PARIS — Recovering mobile satellite services operator Globalstar on May 9 reported double-digit growth in equipment sales and subscriber revenue for its key two-way voice service.
Covington, Louisiana-based Globalstar, whose second-generation satellite constellation was in orbit as of August 2013, needs to continue to increase revenue for what it calls its Duplex subscriber base, as it is these subscribers who provide the highest profit levels.
Globalstar’s SPOT GPS-based location and emergency message service also grew, in contrast to the company’s Simplex service, or one-way communications capability, where revenue dropped.
It was the Duplex service that collapsed starting in 2007 when Globalstar’s first-generation constellation performance began to degrade. The company kept a core subscriber base by offering cut-rate subscription packages mainly based on usage.
With two-way communications back in service with the new 24-satellite constellation, Globalstar is cleansing its subscriber base of customers who are not paying the new, higher rates commensurate with the restored service.
That makes subscriber comparisons more difficult. In a May 7 submission to the U.S. Securities and Exchange Commission, Globalstar said it removed 26,000 subscribers from its books in the three months ending March 31.
Wiping out 26,000 subscribers resulted in a lower total Duplex subscriber base at March 31 compared with a year ago. But after accounting for those dismissed accounts, Globalstar said its Duplex subscription base rose 1.4 percent, to 58,053 subscribers, in the past year.
For the three months ending March 31, Duplex service revenue grew 21 percent, to $5.9 million. Revenue from the sale of Globalstar telephone handsets grew 22 percent during the period, to $1.36 million.
Monthly Duplex revenue averaged $33.75 per subscriber during the first three months of 2014, up nearly 20 percent.
Total Globalstar revenue for the first three months of 2014 was $20.5 million, up 6 percent from a year earlier.
Globalstar’s business is mainly in North America, but with a healthy global constellation in place it is expanding to Central and South America and to Europe, the company said. To do so, it will need to build or reactivate gateway Earth stations around the world where it wants to capture subscribers.
Unlike competitor Iridium, Globalstar’s constellation does not include intersatellite links that relay signals from one to another satellite before the signal is downlinked to a terrestrial network. That makes Globalstar’s constellation much less expensive to build, but more reliant on infrastructure in many nations.
The company said it completed the repair of a gateway in Brazil during the quarter, and expects a Venezuelan gateway to be completed in June.
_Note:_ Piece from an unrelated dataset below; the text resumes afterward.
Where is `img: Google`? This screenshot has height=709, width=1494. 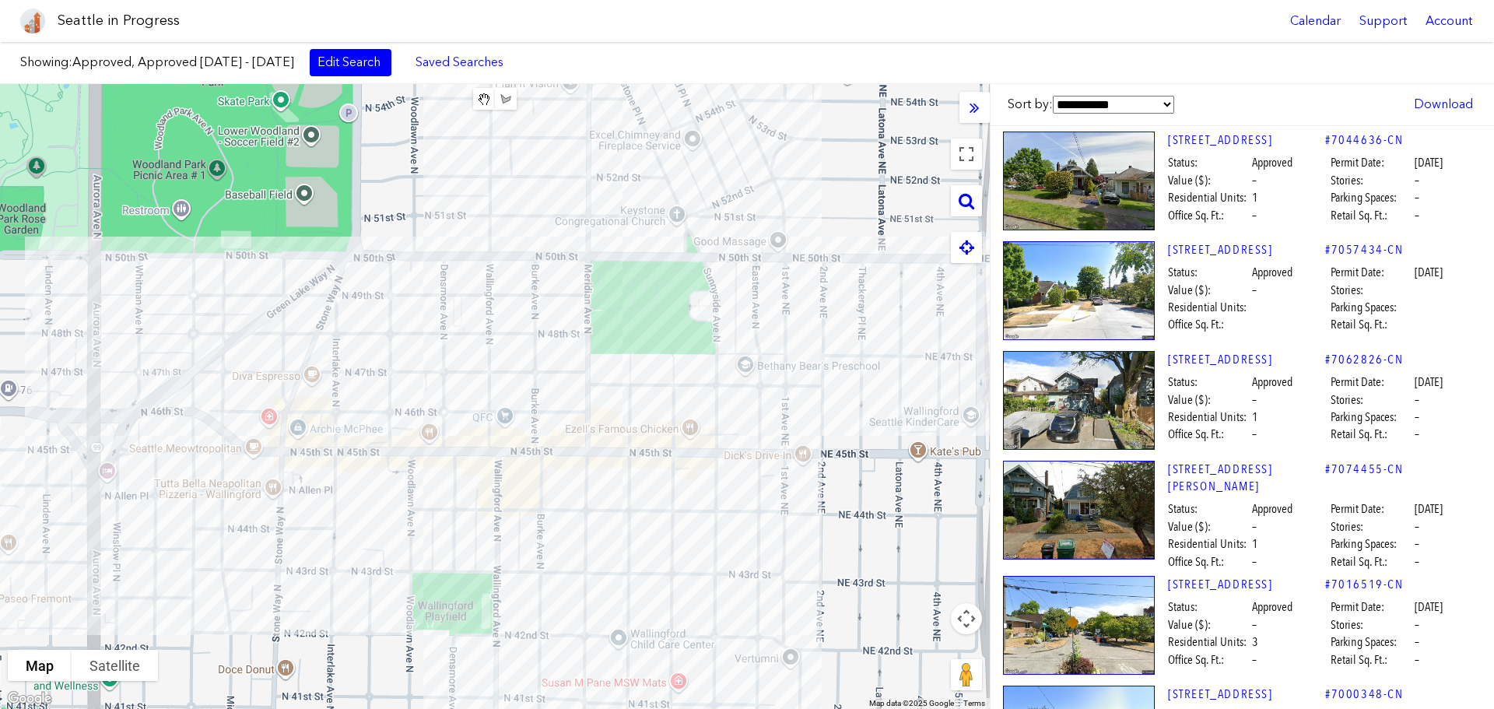
img: Google is located at coordinates (30, 699).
“International is essentially a greenfield opportunity for us,” Globalstar Chief Executive Jay Monroe said in May 7 conference call with investors.
Like Iridium, Globalstar’s principal loan facility is backed by a guarantee from France’s export credit agency, Coface. The Globalstar satellites were built by Thales Alenia Space of France and Italy. They were launched by Russian Soyuz rockets from Russia’s Baikonur Cosmodrome under a contract with the France-based Arianespace launch consortium.
During the conference call, Globalstar Chief Accounting Officer Rebecca Clary said the company’s debt payment schedule requires $20 million in cash in 2014. The planned capital expenditures, notably on the ground infrastructure, will need another $24 million in 2014.
The company’s cash balance was $19.6 million as of March 31. Globalstar had a $24 million line of credit at its disposal, plus $5 million from its chief sponsor, Thermo Capital Partners, which is owned by Monroe and his family. An account with a balance of $38 million as of March 31 is reserved for payments under the Coface facility.